What to work on.
Reproduce the full listing without a single change.
----- Information
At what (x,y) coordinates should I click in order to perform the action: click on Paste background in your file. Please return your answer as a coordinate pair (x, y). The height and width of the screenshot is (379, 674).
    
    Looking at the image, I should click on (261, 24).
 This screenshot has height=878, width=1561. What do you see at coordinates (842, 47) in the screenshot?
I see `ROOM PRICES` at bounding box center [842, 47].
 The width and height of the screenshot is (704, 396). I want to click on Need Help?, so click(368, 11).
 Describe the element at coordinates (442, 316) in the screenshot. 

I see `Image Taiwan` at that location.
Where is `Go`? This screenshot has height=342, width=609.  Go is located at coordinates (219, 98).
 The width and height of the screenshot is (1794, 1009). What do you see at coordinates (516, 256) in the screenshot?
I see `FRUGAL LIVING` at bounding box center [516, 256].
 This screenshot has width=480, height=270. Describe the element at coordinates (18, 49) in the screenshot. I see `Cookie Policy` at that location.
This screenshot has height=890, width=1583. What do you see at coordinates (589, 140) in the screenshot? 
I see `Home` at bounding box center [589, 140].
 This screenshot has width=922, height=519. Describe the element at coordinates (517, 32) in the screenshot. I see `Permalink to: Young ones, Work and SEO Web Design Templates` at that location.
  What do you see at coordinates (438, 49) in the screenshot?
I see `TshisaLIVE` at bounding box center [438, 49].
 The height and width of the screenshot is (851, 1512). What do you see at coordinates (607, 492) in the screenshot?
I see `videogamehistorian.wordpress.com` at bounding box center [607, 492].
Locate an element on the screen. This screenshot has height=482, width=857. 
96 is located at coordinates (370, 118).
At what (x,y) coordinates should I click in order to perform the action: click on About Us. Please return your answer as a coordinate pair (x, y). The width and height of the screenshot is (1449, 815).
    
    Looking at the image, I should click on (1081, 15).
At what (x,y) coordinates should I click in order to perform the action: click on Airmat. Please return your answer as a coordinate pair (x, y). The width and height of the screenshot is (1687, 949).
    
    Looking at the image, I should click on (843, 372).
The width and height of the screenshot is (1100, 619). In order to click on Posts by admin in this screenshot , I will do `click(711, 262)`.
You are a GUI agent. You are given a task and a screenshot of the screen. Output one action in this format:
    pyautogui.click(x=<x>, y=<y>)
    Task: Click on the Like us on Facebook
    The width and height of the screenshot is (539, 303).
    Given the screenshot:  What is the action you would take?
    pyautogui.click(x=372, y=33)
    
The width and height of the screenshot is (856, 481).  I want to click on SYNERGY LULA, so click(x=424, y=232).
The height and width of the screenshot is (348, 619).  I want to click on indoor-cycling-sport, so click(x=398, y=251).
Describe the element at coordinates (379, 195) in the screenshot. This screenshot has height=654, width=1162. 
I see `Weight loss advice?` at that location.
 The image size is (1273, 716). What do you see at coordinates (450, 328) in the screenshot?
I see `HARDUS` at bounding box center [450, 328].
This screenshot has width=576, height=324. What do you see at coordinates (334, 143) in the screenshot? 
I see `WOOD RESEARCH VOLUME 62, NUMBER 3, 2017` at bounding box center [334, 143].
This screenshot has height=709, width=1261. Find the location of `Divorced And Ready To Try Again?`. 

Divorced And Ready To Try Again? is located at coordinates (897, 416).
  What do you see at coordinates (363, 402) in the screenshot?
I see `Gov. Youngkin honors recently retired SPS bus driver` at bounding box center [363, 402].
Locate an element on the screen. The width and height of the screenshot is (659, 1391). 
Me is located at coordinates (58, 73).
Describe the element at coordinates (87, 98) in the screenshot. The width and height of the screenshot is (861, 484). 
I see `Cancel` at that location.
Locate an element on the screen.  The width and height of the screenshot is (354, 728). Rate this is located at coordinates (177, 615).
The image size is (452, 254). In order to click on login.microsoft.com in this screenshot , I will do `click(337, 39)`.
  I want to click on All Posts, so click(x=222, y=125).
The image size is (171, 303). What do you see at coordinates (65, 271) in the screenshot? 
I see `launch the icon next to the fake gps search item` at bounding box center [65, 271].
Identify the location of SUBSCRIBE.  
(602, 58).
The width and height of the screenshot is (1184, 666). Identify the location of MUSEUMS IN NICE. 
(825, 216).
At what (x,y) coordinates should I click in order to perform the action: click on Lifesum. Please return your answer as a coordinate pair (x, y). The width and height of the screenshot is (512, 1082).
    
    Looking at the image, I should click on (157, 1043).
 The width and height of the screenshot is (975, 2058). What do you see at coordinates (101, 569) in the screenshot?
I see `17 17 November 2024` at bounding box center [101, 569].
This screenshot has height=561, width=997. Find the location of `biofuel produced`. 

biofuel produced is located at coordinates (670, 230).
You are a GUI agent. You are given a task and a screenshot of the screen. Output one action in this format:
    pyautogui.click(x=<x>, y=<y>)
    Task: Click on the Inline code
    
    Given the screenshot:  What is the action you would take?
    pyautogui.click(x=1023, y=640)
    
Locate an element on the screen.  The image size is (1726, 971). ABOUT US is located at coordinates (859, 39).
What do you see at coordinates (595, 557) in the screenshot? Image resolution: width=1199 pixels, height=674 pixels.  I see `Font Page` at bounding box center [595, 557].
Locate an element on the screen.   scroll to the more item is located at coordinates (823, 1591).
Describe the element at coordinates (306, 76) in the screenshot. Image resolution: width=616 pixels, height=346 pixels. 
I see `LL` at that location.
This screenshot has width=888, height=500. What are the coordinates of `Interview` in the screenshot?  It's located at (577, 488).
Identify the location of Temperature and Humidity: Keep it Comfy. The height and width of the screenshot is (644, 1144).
----------
Output of the exercise.
At what (x,y) coordinates should I click in order to perform the action: click on Paste background in your file. Please return your answer as a coordinate pair (x, y). The height and width of the screenshot is (379, 674).
    
    Looking at the image, I should click on (261, 24).
 This screenshot has height=878, width=1561. What do you see at coordinates (842, 47) in the screenshot?
I see `ROOM PRICES` at bounding box center [842, 47].
 The width and height of the screenshot is (704, 396). I want to click on Need Help?, so click(368, 11).
 Describe the element at coordinates (442, 316) in the screenshot. 

I see `Image Taiwan` at that location.
Where is `Go`? This screenshot has height=342, width=609.  Go is located at coordinates (219, 98).
 The width and height of the screenshot is (1794, 1009). What do you see at coordinates (516, 256) in the screenshot?
I see `FRUGAL LIVING` at bounding box center [516, 256].
 This screenshot has width=480, height=270. Describe the element at coordinates (18, 49) in the screenshot. I see `Cookie Policy` at that location.
This screenshot has height=890, width=1583. What do you see at coordinates (589, 140) in the screenshot? 
I see `Home` at bounding box center [589, 140].
 This screenshot has width=922, height=519. Describe the element at coordinates (517, 32) in the screenshot. I see `Permalink to: Young ones, Work and SEO Web Design Templates` at that location.
  What do you see at coordinates (438, 49) in the screenshot?
I see `TshisaLIVE` at bounding box center [438, 49].
 The height and width of the screenshot is (851, 1512). What do you see at coordinates (607, 492) in the screenshot?
I see `videogamehistorian.wordpress.com` at bounding box center [607, 492].
Locate an element on the screen. This screenshot has height=482, width=857. 
96 is located at coordinates (370, 118).
At what (x,y) coordinates should I click in order to perform the action: click on About Us. Please return your answer as a coordinate pair (x, y). The width and height of the screenshot is (1449, 815).
    
    Looking at the image, I should click on (1081, 15).
At what (x,y) coordinates should I click in order to perform the action: click on Airmat. Please return your answer as a coordinate pair (x, y). The width and height of the screenshot is (1687, 949).
    
    Looking at the image, I should click on (843, 372).
The width and height of the screenshot is (1100, 619). In order to click on Posts by admin in this screenshot , I will do `click(711, 262)`.
You are a GUI agent. You are given a task and a screenshot of the screen. Output one action in this format:
    pyautogui.click(x=<x>, y=<y>)
    Task: Click on the Like us on Facebook
    The width and height of the screenshot is (539, 303).
    Given the screenshot:  What is the action you would take?
    pyautogui.click(x=372, y=33)
    
The width and height of the screenshot is (856, 481).  I want to click on SYNERGY LULA, so click(x=424, y=232).
The height and width of the screenshot is (348, 619).  I want to click on indoor-cycling-sport, so click(x=398, y=251).
Describe the element at coordinates (379, 195) in the screenshot. This screenshot has height=654, width=1162. 
I see `Weight loss advice?` at that location.
 The image size is (1273, 716). What do you see at coordinates (450, 328) in the screenshot?
I see `HARDUS` at bounding box center [450, 328].
This screenshot has width=576, height=324. What do you see at coordinates (334, 143) in the screenshot? 
I see `WOOD RESEARCH VOLUME 62, NUMBER 3, 2017` at bounding box center [334, 143].
This screenshot has height=709, width=1261. Find the location of `Divorced And Ready To Try Again?`. 

Divorced And Ready To Try Again? is located at coordinates (897, 416).
  What do you see at coordinates (363, 402) in the screenshot?
I see `Gov. Youngkin honors recently retired SPS bus driver` at bounding box center [363, 402].
Locate an element on the screen. The width and height of the screenshot is (659, 1391). 
Me is located at coordinates (58, 73).
Describe the element at coordinates (87, 98) in the screenshot. The width and height of the screenshot is (861, 484). 
I see `Cancel` at that location.
Locate an element on the screen.  The width and height of the screenshot is (354, 728). Rate this is located at coordinates (177, 615).
The image size is (452, 254). In order to click on login.microsoft.com in this screenshot , I will do `click(337, 39)`.
  I want to click on All Posts, so click(x=222, y=125).
The image size is (171, 303). What do you see at coordinates (65, 271) in the screenshot? 
I see `launch the icon next to the fake gps search item` at bounding box center [65, 271].
Identify the location of SUBSCRIBE.  
(602, 58).
The width and height of the screenshot is (1184, 666). Identify the location of MUSEUMS IN NICE. 
(825, 216).
At what (x,y) coordinates should I click in order to perform the action: click on Lifesum. Please return your answer as a coordinate pair (x, y). The width and height of the screenshot is (512, 1082).
    
    Looking at the image, I should click on (157, 1043).
 The width and height of the screenshot is (975, 2058). What do you see at coordinates (101, 569) in the screenshot?
I see `17 17 November 2024` at bounding box center [101, 569].
This screenshot has height=561, width=997. Find the location of `biofuel produced`. 

biofuel produced is located at coordinates (670, 230).
You are a GUI agent. You are given a task and a screenshot of the screen. Output one action in this format:
    pyautogui.click(x=<x>, y=<y>)
    Task: Click on the Inline code
    
    Given the screenshot:  What is the action you would take?
    pyautogui.click(x=1023, y=640)
    
Locate an element on the screen.  The image size is (1726, 971). ABOUT US is located at coordinates (859, 39).
What do you see at coordinates (595, 557) in the screenshot? Image resolution: width=1199 pixels, height=674 pixels.  I see `Font Page` at bounding box center [595, 557].
Locate an element on the screen.   scroll to the more item is located at coordinates (823, 1591).
Describe the element at coordinates (306, 76) in the screenshot. Image resolution: width=616 pixels, height=346 pixels. 
I see `LL` at that location.
This screenshot has width=888, height=500. What are the coordinates of `Interview` in the screenshot?  It's located at (577, 488).
Identify the location of Temperature and Humidity: Keep it Comfy. The height and width of the screenshot is (644, 1144).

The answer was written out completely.